How the fund would work

Reuters reported that the money stems from a settlement in Trump’s lawsuit against the IRS. At $1.776 billion, the fund is unusually large for a compensation system being set up by the executive branch rather than through a new appropriation from Congress. The plaintiffs say the administration cannot settle one of Trump’s disputes and then turn the proceeds into a public compensation pool on terms set by the same officials who approved it.

The planned five-member commission would decide who qualifies as a victim of alleged government “weaponization.” The lawsuit says the executive branch cannot define that class, appoint the commissioners and distribute nearly $1.8 billion without lawmakers’ approval. The case therefore asks the court to decide both whether the program is politically discriminatory and whether it is lawful.

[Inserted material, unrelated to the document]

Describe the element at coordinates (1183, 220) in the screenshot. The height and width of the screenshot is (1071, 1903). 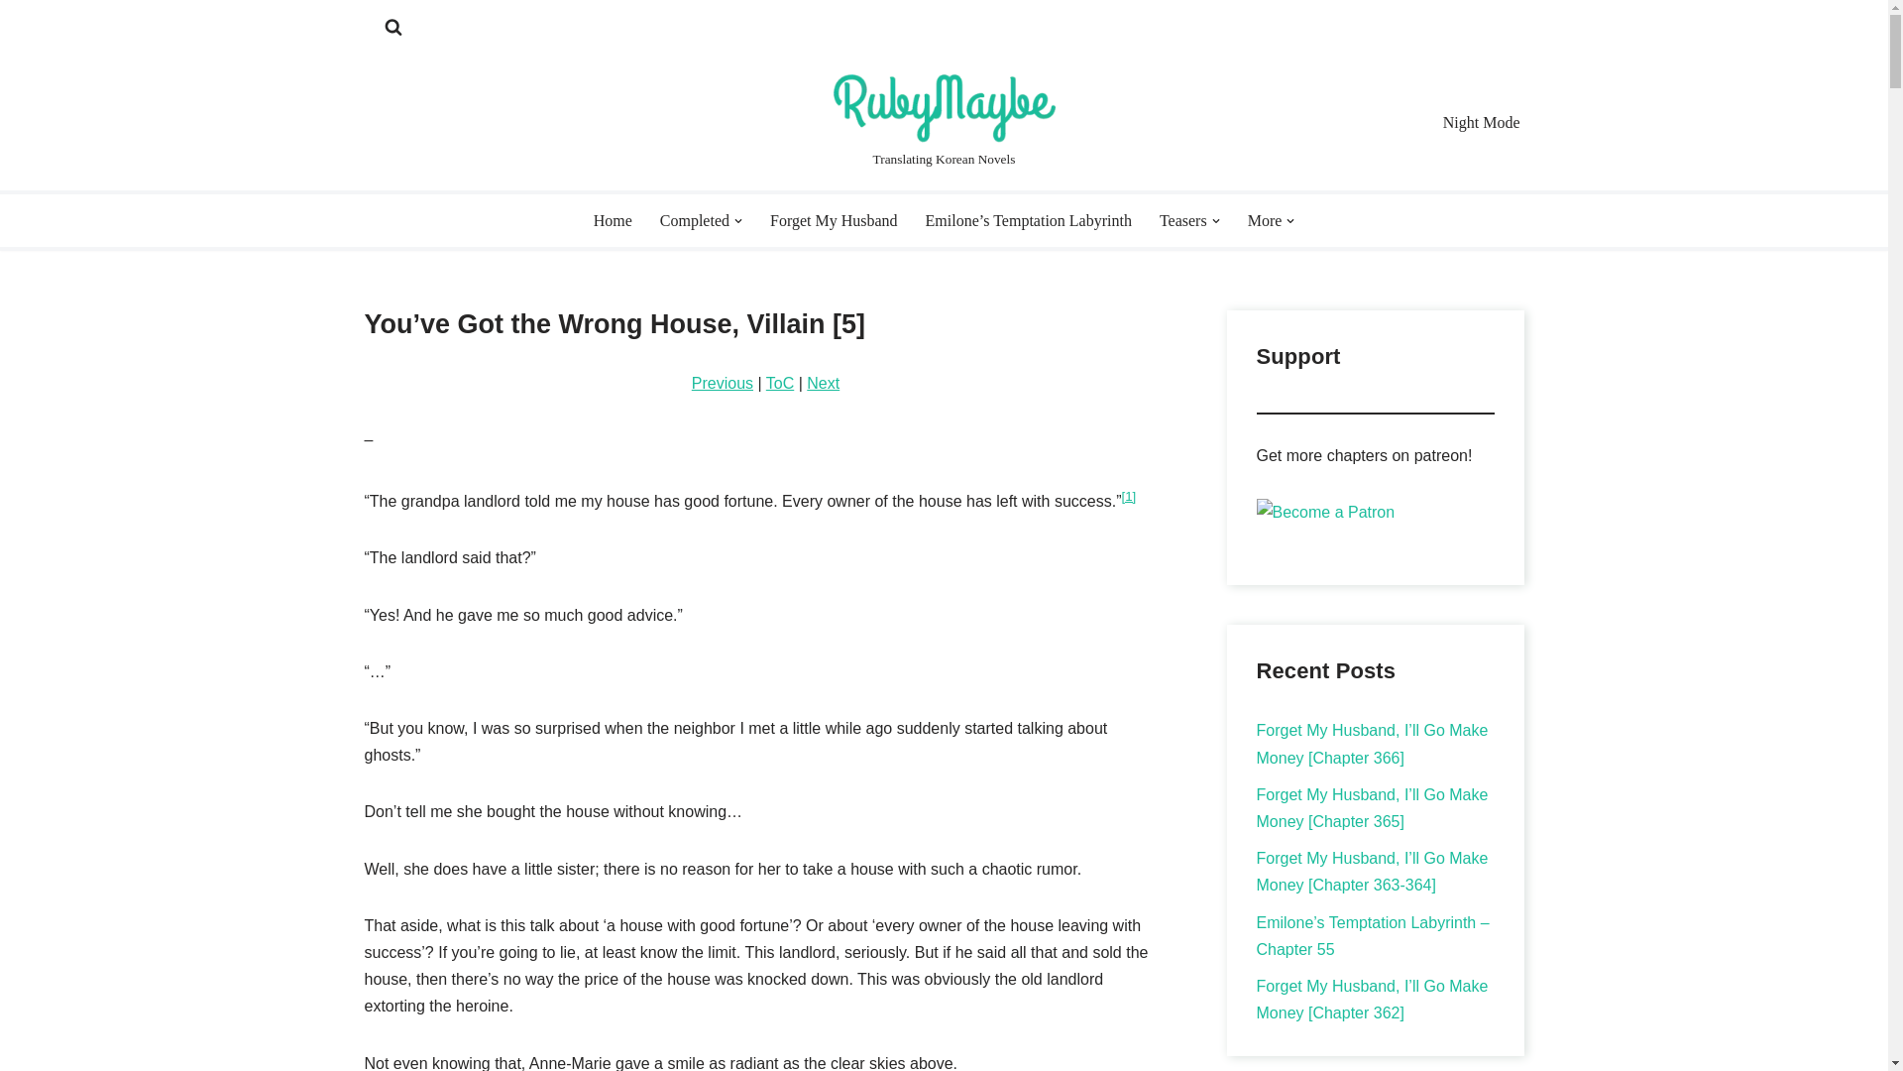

Friday’s filing adds to widening scrutiny around the fund. ABC said the case makes it the subject of three federal lawsuits, suggesting the dispute is moving from political criticism to a broader legal test of how far the administration can go in defining victims of alleged government misconduct.

The timetable could force a quick decision. Blanche is supposed to stand up the fund within 30 days, and the claims window would remain open until Dec. 1, 2028. A judge must decide whether the plaintiffs have a concrete enough injury to sue now and whether the court should freeze the program before commissioners are named or any payments begin. If the case moves ahead, it could produce the first direct ruling on whether the Trump administration can create the fund without a new act of Congress.

Brendan BallouCommon Causecongressdonald trumpIRSJack SmithPublic Integrity ProjectTodd Blanche
Ramona Castellanos

Ramona Castellanos

US politics correspondent covering Congress, primaries and the Trump administration. Reports from Washington.